A big chunk of the work that you will face is the initial index setup work required to provide for the features and conditions you want in place for your search. Features such as wild-card queries, sorting, field weighting, multiple merged indexes, multi-faceting, ranking, result clustering and date ranges are some examples.

Presenting the Results

Depending upon your application and how advanced you want your search to be, you can make assumptions and educated guesses about the intended results. Amazon is a good example. As of the date of this article, typing in "Black Swan" into the search box returns results for "The King's Speech", "The Fighter", and "True Grit"--all within the top 10 search results. Amazon is making the assumption that I may be interested in other Academy Award winning movies. Their end goal is that I will purchase those, as well. This makes sense for Amazon, does it make sense for your application? How search-centered is your application? Factoring in these types of assumptions makes for a lot more complexity in your search application. How long before those Academy Award related search results fade away and I am left with only "Black Swan" results?

Most results are displayed by relevancy, which makes sense; sometimes it makes sense to sort the results by date and can be a helpful option to those perusing the result set. Providing match context in your results can also be helpful. Consider users whose search term matches an exact phrase in an article on the site, but in the search results, only the article title is displayed. While it may be the very article the user was searching for, the user may not realize that they found what they were looking for in that search. Showing match context for the search terms in your display results, where applicable, can be helpful to users.

Often, a user will know meta information about what they want. Information such as, "I know it was in a blog post" or "I know it posted around Christmas time." While we are not mind readers, we can still make it easier for our users to find what they want, based upon the meta data they know.

One way to do this is by clustering your search results into relevant groups. When displaying results, instead of showing the relevant results for everything mixed together, show the relevant results grouped by a strong meta identifier, some example relevancy groups being "Articles", "Products", and "Users", or perhaps by year 2009, 2010, 2011.
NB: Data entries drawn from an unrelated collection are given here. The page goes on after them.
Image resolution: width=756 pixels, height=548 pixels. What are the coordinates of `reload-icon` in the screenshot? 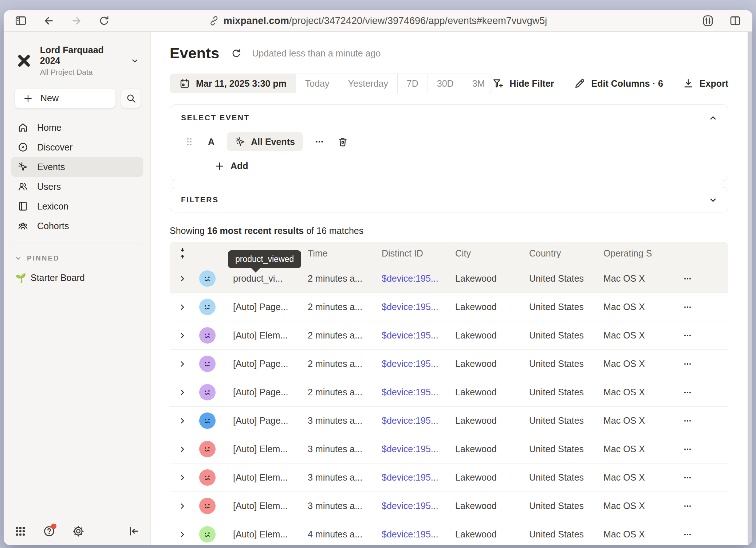 It's located at (104, 21).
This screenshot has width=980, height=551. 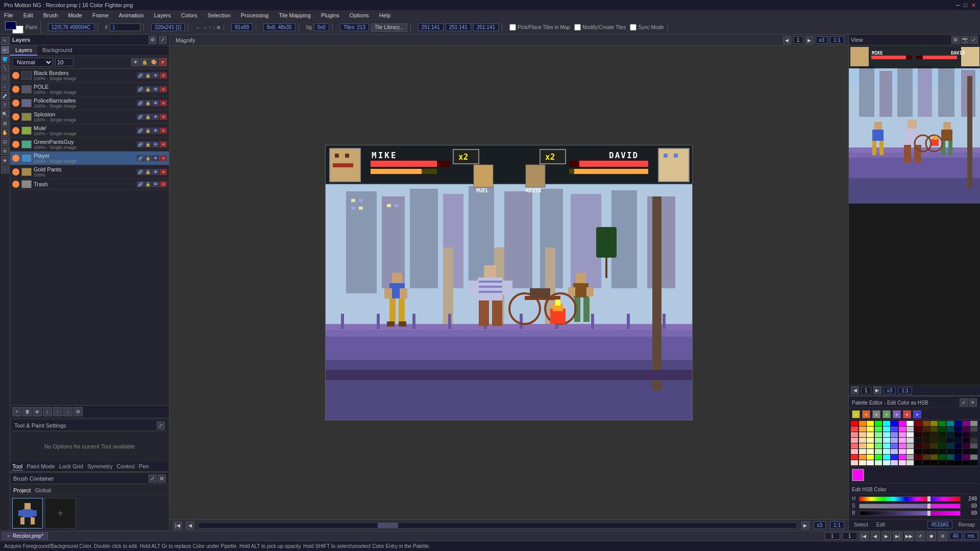 I want to click on layer-lock-icon: 🔒, so click(x=144, y=62).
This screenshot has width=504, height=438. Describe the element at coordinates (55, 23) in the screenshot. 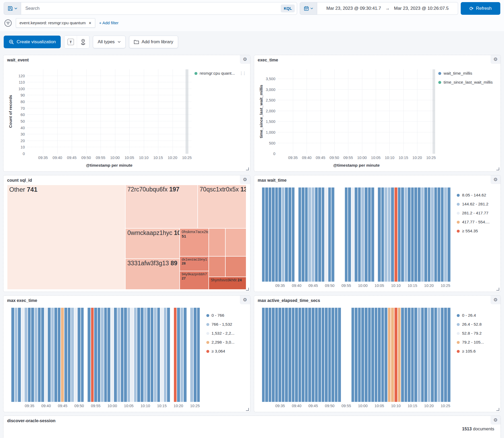

I see `filter-pill: event.keyword: resmgr:cpu quantum ✕` at that location.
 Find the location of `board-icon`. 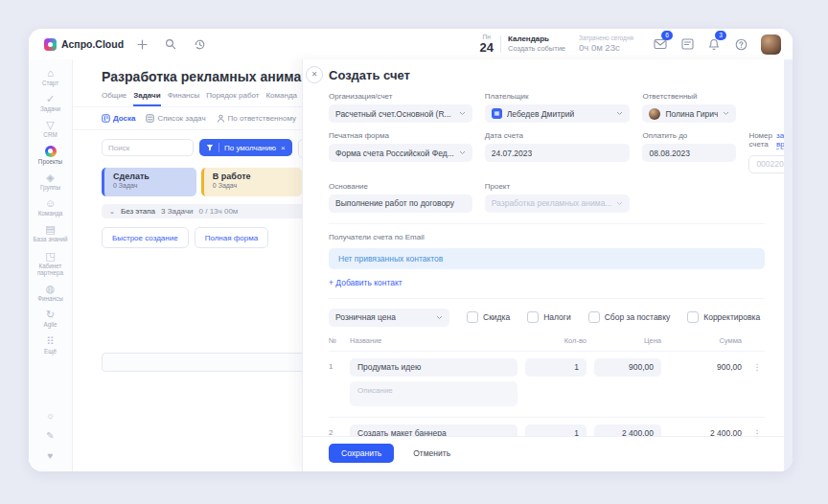

board-icon is located at coordinates (105, 119).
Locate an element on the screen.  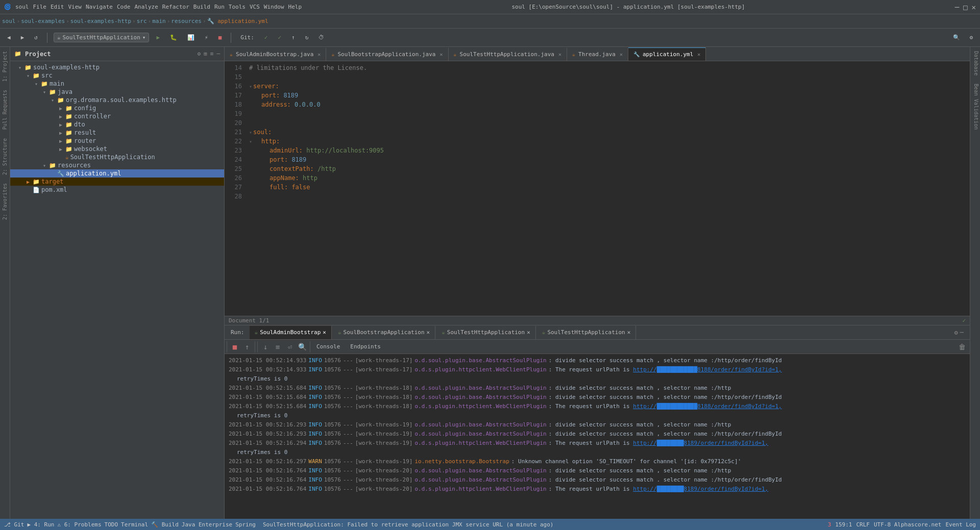
project-minimize-icon: ─ is located at coordinates (218, 54).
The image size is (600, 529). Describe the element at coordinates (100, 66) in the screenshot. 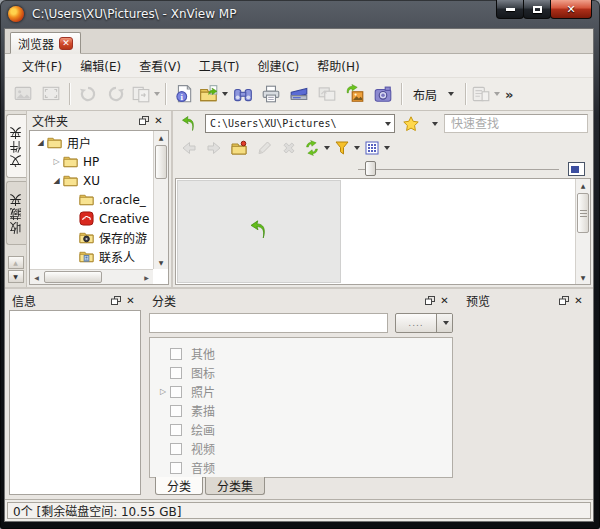

I see `menubar-item: 编辑(E)` at that location.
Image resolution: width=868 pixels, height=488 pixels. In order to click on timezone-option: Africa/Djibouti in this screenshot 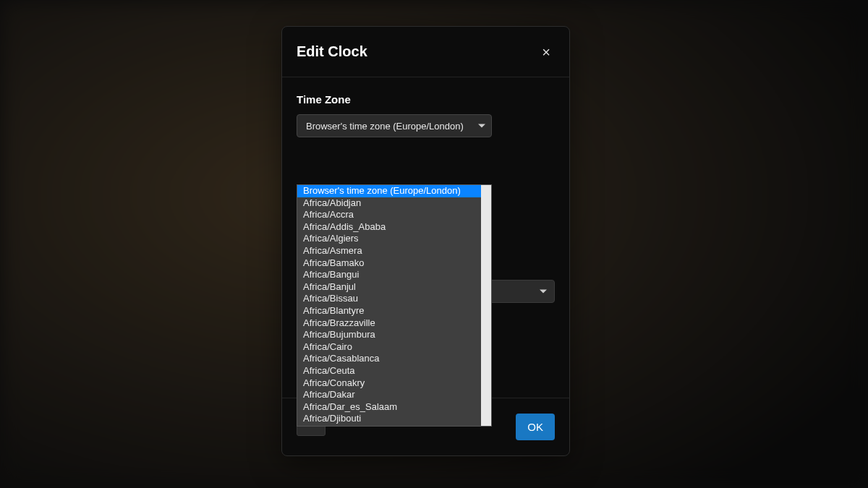, I will do `click(389, 419)`.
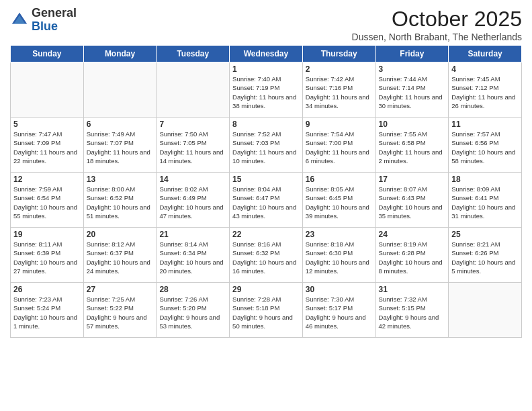 This screenshot has width=532, height=411. What do you see at coordinates (339, 203) in the screenshot?
I see `day-info: Sunrise: 8:05 AM Sunset: 6:45 PM Dayligh…` at bounding box center [339, 203].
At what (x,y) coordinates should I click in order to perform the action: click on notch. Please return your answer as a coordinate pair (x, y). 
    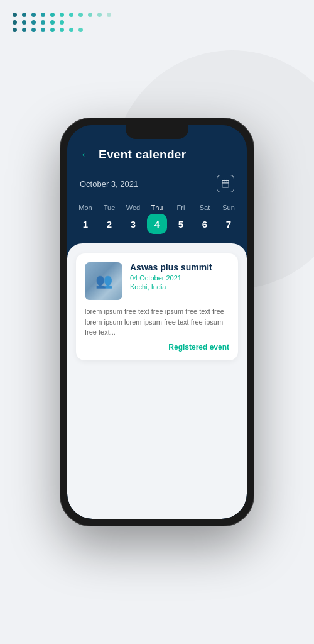
    Looking at the image, I should click on (157, 132).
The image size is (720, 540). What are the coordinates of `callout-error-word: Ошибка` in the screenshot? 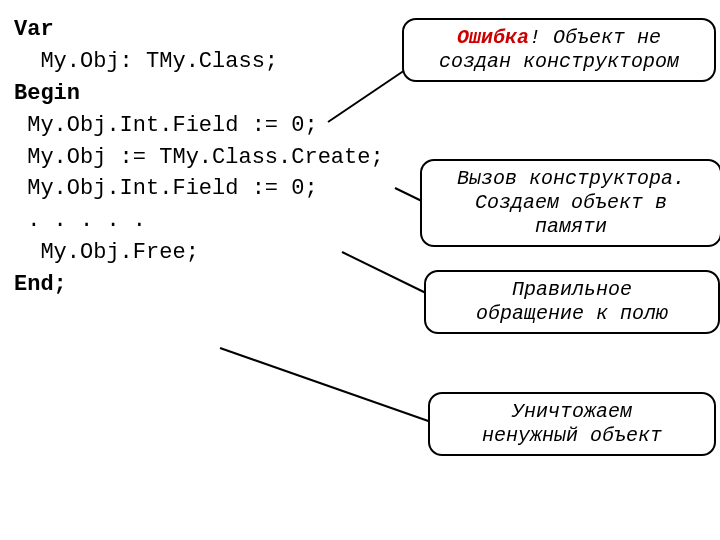 It's located at (493, 38).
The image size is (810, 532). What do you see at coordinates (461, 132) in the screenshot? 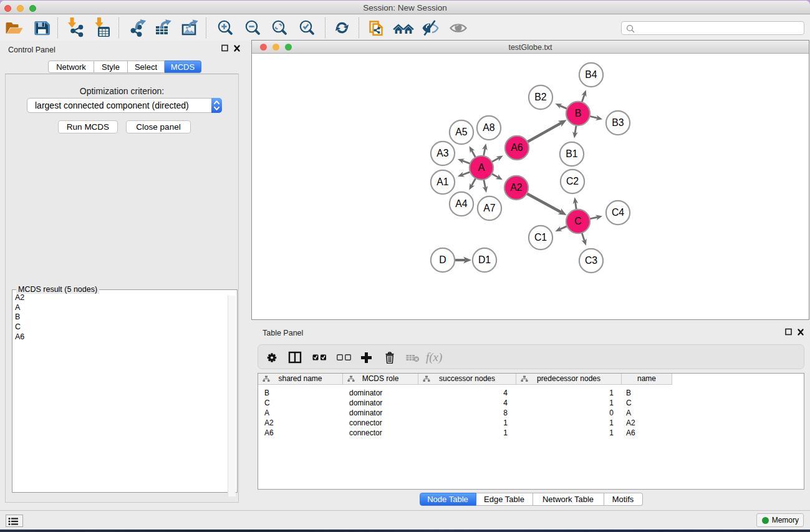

Is there a mobile version of your application? How do your search results look there?

Many times, site searches are implemented with Google site search. This is not a bad idea depending upon your site content and search requirements, however keeping those search results contained on your site as opposed to sending the user to a google site search result page, keeps the user engaged on your site and is less confusing than being redirected. Google site search provides for this functionality.

Avoid presenting your search results to look like something from a Google text ad. Many people will think that is what it is and it will be ignored.

Post Implementation

What are people actually searching for? Are you monitoring the queries that are coming through your search form? What are some of the top queries? What results are being given to the user for these queries? Are they what is expected? Most developers will implement search functionality and make sure that it functions, but fail to monitor or provide tests to ensure the search is actually useful after being implemented.

Search is an important part of the web, and the technology behind it is becoming smarter and faster. Take advantage of it, but first take the time to discover your application needs and how you can best serve your users.